Piper opened her parents’ front door and my little Nadia came bounding out, reaching directly for her father. He knelt down, scooped her up in his arms, and kissed the side of her head as she snuggled him.
“That one is a handful,” Piper said as she hugged me. “We stopped at nearly every store in the mall that could have even possibly had anything princess related.”
“Well, your first mistake was taking one of Lena’s kids shopping. Nadia here inherited her shopping gene. I avoid malls like the plague,” Preston said those words as he pressed his forehead right against Nadia’s, making her giggle. I slapped his arm playfully, pretending to be offended, but laughing because he was pretty right.
“Daddy, Auntie Piper bought me this pretty princess dress and even a tiara.

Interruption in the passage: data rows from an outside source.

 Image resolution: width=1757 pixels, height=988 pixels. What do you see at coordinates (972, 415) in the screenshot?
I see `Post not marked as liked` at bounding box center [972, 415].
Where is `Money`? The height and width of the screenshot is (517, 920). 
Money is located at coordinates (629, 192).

I was a good girl so she took me to get ice cream, even though I hadn’t had dinner yet.”
“Oh,” Preston said, giving his twin sister the stink eye. “Sounds like Auntie Piper gets to take you home for a sleepover in that case.”
“Really, Auntie Piper? I get to sleep at your house?”

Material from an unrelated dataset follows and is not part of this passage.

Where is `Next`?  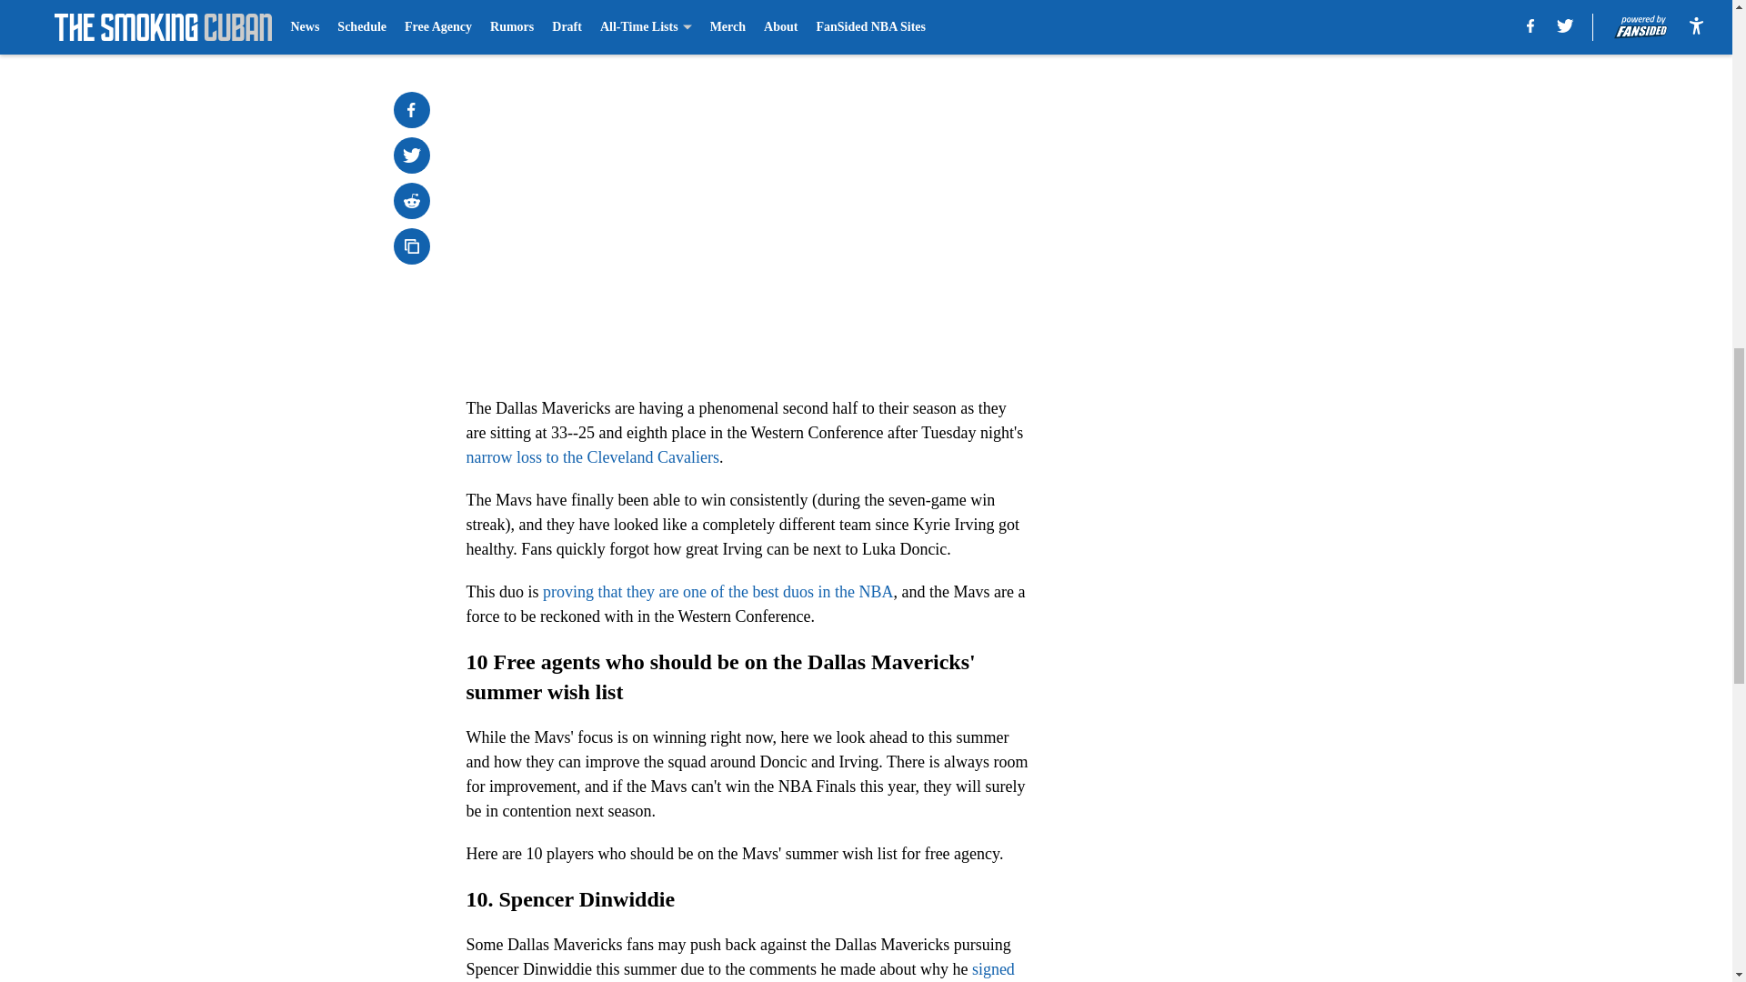
Next is located at coordinates (975, 25).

Piper laughed. “We’ll see, sweetie. First I need to snuggle your little brother.” She took the car seat from my hands and almost ran away with it. I would have tried to stop her except I didn’t mind not having to carry it and I knew I’d never be able to wrestle the baby from her. And once Preston’s mother got hold of him, it would be game over for sure.
If Nadia was the princess of the Reid family, our son Devlin was the prince. He was beloved by all and could do no wrong. I happened to agree with their assessment so I never argued with anyone about it.
We walked into the kitchen and my eyes found Piper lifting Devlin from his car seat and pressing her nose into his neck and taking a long, gratuitous sniff.
“Oh, my God. My ovaries are firing like a freaking machine gun,” she whined. “He smells delicious.”
Preston’s mother greeted me with a hug and I didn’t miss how her eyes found my hickey. “How’s my favorite daughter-in-law?” she asked, as she always did. Preston was the only child of hers who’d married a woman. Parker was married, but his husband was her favorite son-in-law.
“I am well, thank you.”
“Yes, I can see that,” she replied with a knowing wink. I tried not to blush but it was no use. I liked it better when she didn’t comment on the hickeys.
“Oh! Happy Anniversary!” Piper whisper-yelled, as Devlin lay asleep in her arms.
“Thank you,” Preston said, wrapping his arm around my shoulders and holding me close.
“Six years of marriage. That’s pretty exciting,” his mother said. “I still wish I’d been able to be at your wedding.”
There it was—the obligatory guilt trip that we’d gotten married in Las Vegas with no one but Elvis as a witness. We endured it every year, and his family didn’t mean any harm. They weren’t trying to make us feel bad about it; they just genuinely wished they could have been at our wedding.
“Maybe when we hit ten years we’ll renew our vows,” I said. It was my automatic answer to their obligatory guilt trip. But I meant it—maybe we would renew our vows. I never got to throw a big party when I married Preston, and if there was anything worth celebrating, it was our marriage. Marrying him was the best decision I’d ever made and everything that had come after that day had been nothing short of perfect. He’d practically rescued me from the worst kind of marriage and given me something I’d only ever dreamt about. He was my knight in shining armor. Well, my knight in a shiny black Lotus, anyway.